"There are 12 ayes, that motion carries, and we have approved the consent decree with the United States Department of Justice."
And with that, the Minneapolis City Council solidifies an agreement reached with the federal government that will usher in some changes and more oversight of the Minneapolis Police Department. Minneapolis is now the first U.S. city to be subject to both state and federal police oversight.
After a seven-hour closed door session where members examined the document line-by-line, Council President Elliot Payne said this is a big moment for the community and City of Minneapolis.
"On behalf of this the council and the entire city, I'd like to thank our community for standing together, united in this, and for having patience with us as we have traveled a very, very long and challenging journey," says Payne.
It's been nearly two years since federal investigators found Minneapolis Police Department officers showed a pattern of unnecessary excessive force against people of color.
The department is already mandated to reform police practices under a separate agreement with the State of Minnesota. Both come in response to the murder of George Floyd that would require reforms within the city’s police department under long-term court supervision.
The agreement, known as a consent decree, has been under negotiation since the Department of Justice issued a scathing critique of the city’s police in June 2023. The report alleged that police systematically discriminated against racial minorities, violated constitutional rights and disregarded the safety of people in custody for years before Floyd, a Black man, was killed by a white Minneapolis officer in 2020. Floyd’s death prompted a national reckoning with police brutality and racism.
The Justice Department report was the result of a sweeping two-year investigation that confirmed many citizen complaints about police conduct. The investigation found that Minneapolis officers used excessive force, including “unjustified deadly force,” and violated the rights of people engaged in constitutionally protected speech.
An independent monitor will oversee the changes and a judge must approve them.
During his first administration, President-elect Donald Trump was critical of consent decrees as anti-police. Finalizing the Minneapolis agreement before he returns to office Jan. 20 would make it harder for him to undercut the deal, because changes would require court approval.
The council approved the deal 12-0 Monday during a brief public vote that followed an hourslong closed-door discussion.
A state court judge in 2023 approved a similar agreement between Minneapolis and the Minnesota Department of Human Rights after the state agency issued its own blistering report in 2022. The state investigation found that the city’s police had engaged in a pattern of race discrimination for at least a decade.

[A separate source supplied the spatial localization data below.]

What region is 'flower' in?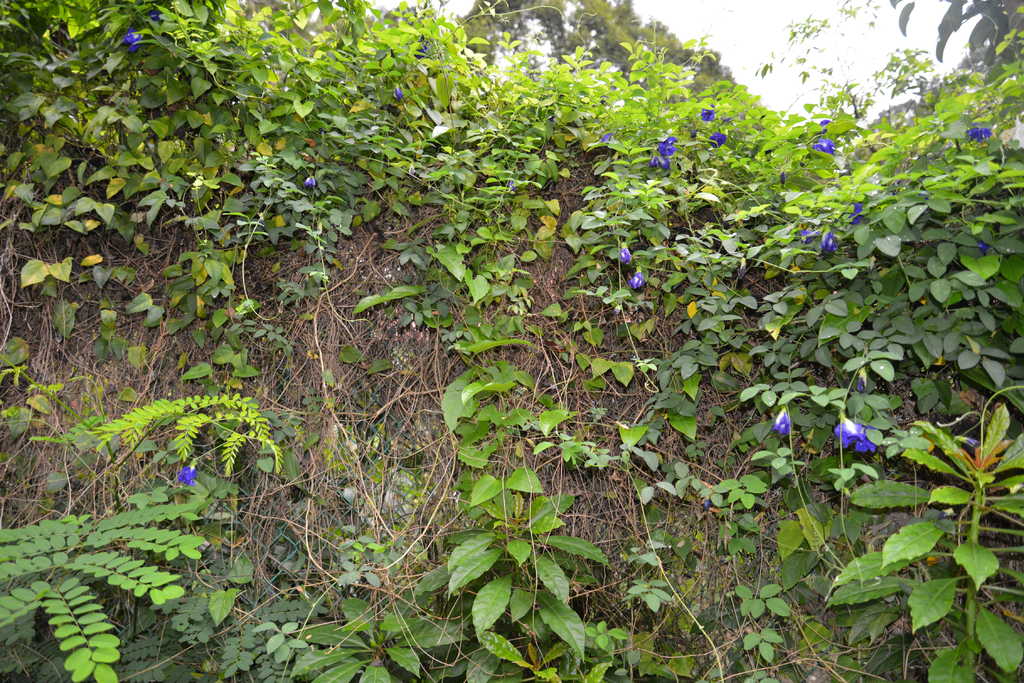
Rect(979, 242, 988, 258).
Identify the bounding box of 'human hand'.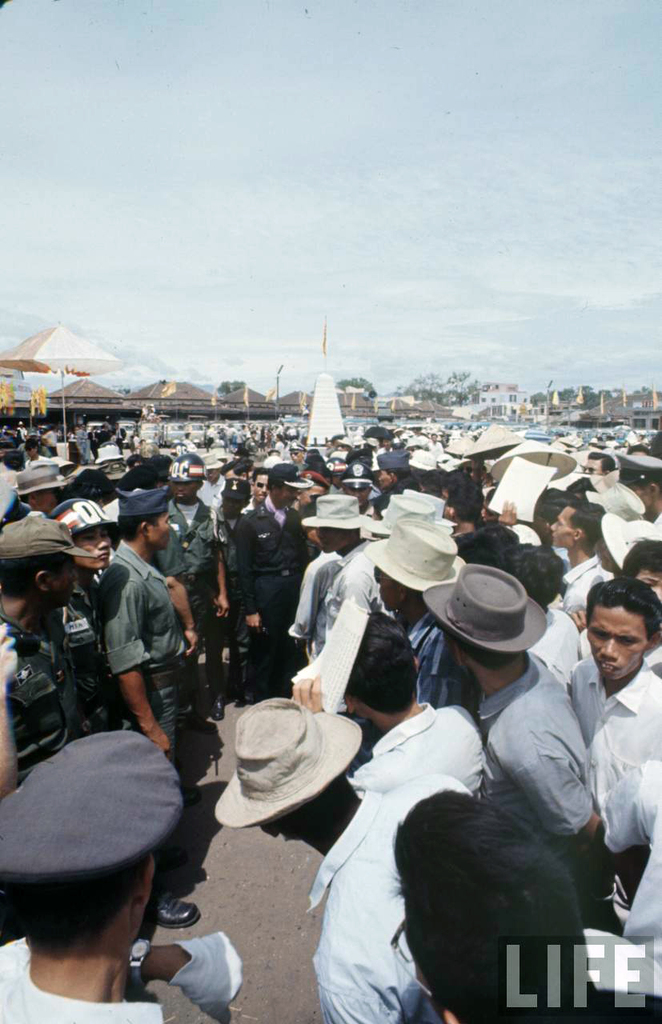
BBox(144, 724, 172, 758).
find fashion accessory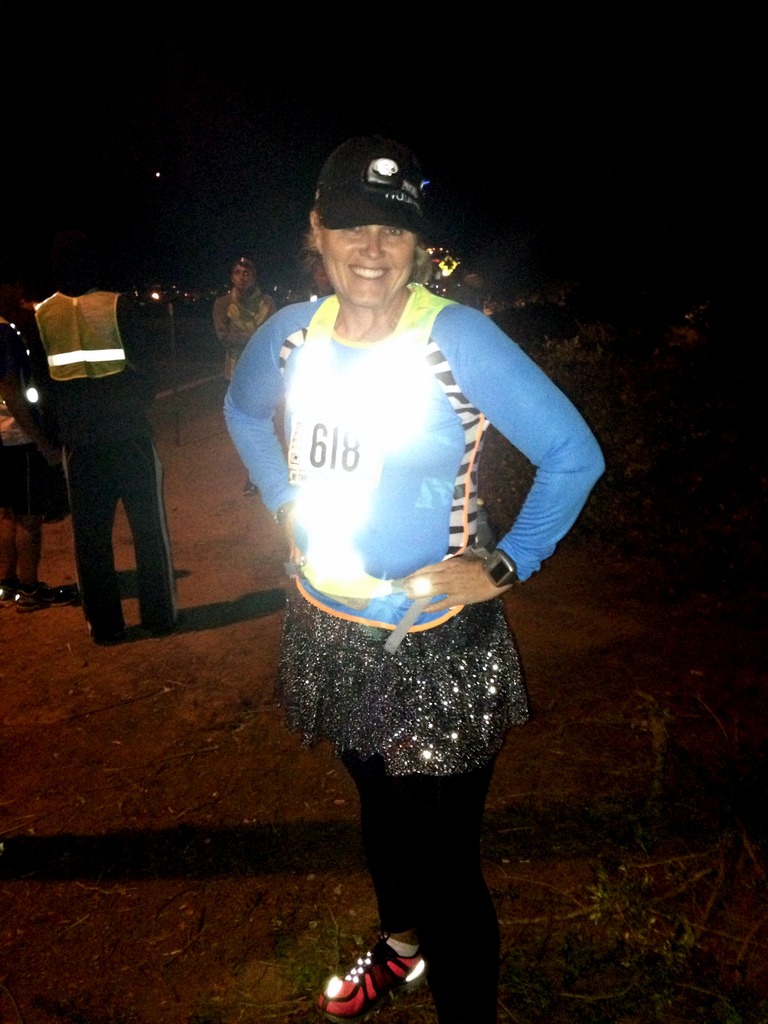
region(312, 939, 429, 1018)
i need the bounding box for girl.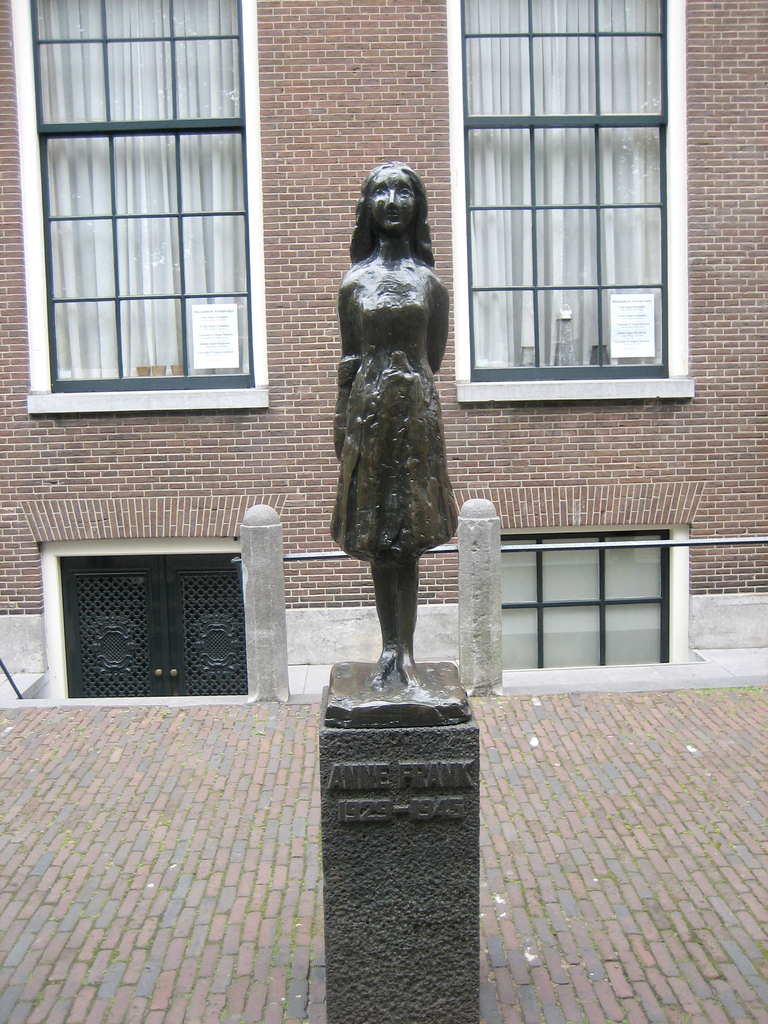
Here it is: pyautogui.locateOnScreen(332, 162, 447, 691).
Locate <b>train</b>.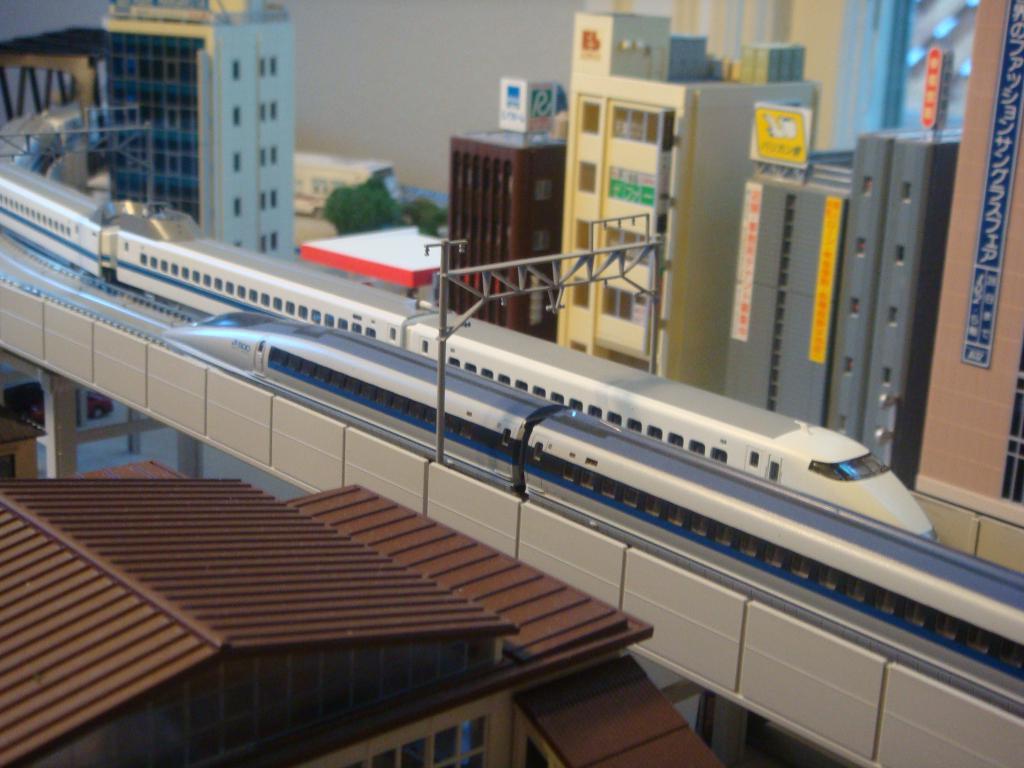
Bounding box: crop(0, 161, 941, 546).
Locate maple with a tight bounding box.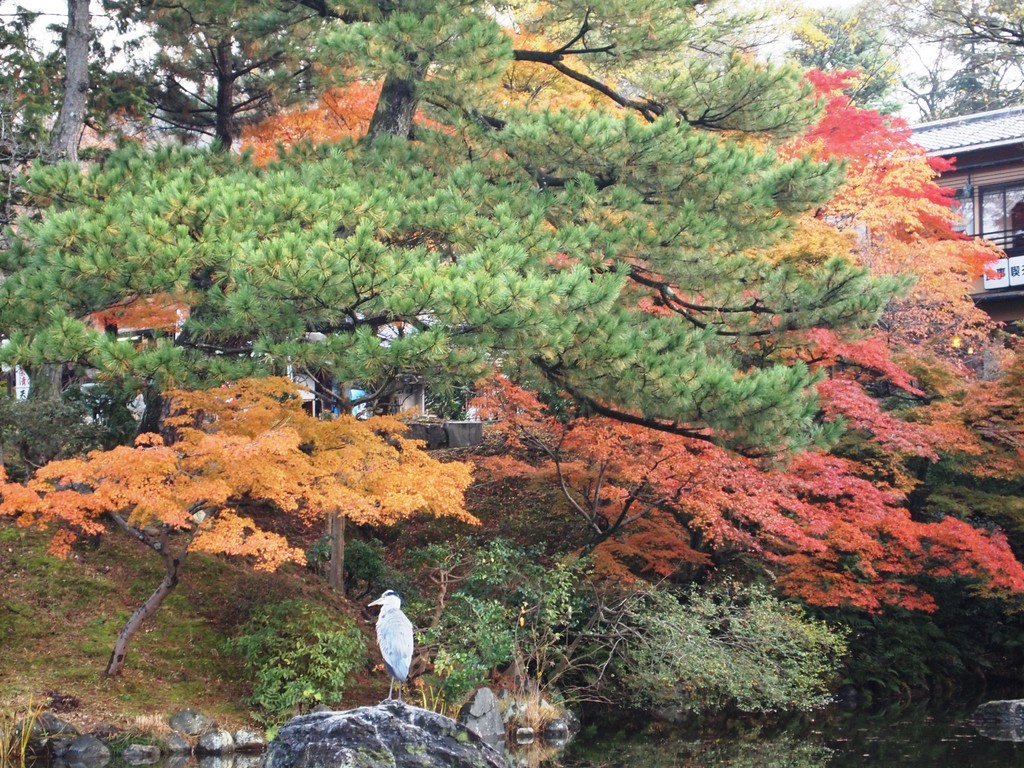
<box>0,0,179,182</box>.
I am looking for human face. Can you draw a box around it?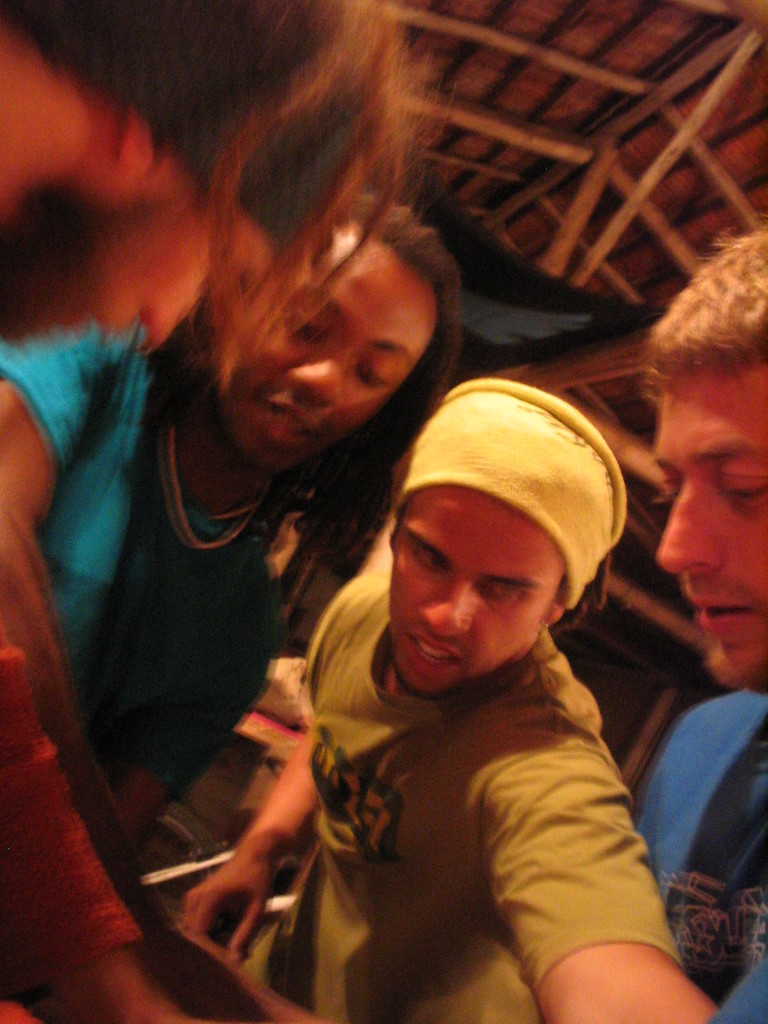
Sure, the bounding box is {"left": 387, "top": 487, "right": 568, "bottom": 696}.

The Justice Department has opened 12 similar investigations of state and local law enforcement agencies since April 2021, many in response to high-profile deaths at the hands of police.
It has reached agreements with Seattle, New Orleans, Baltimore, Chicago and Ferguson, Missouri. A consent decree with Louisville, Kentucky, after an investigation prompted by the fatal police shooting of Breonna Taylor is waiting court approval. In Memphis, Tennessee, the mayor last month pushed back against pressure for a consent decree there, saying his city has made hundreds of positive changes since the beating death of Tyre Nichols.
Consent decrees require law enforcement to meet specific goals before federal oversight is removed, a process that often takes years and millions of dollars. A major reason Minneapolis hired Brian O’Hara as police chief in 2022 was his experience implementing a consent decree in Newark, New Jersey.
If the Minneapolis federal agreement gets court approval, the city would be in the unusual position of operating under both federal and state consent decrees.
The Associated Press contributed to this story.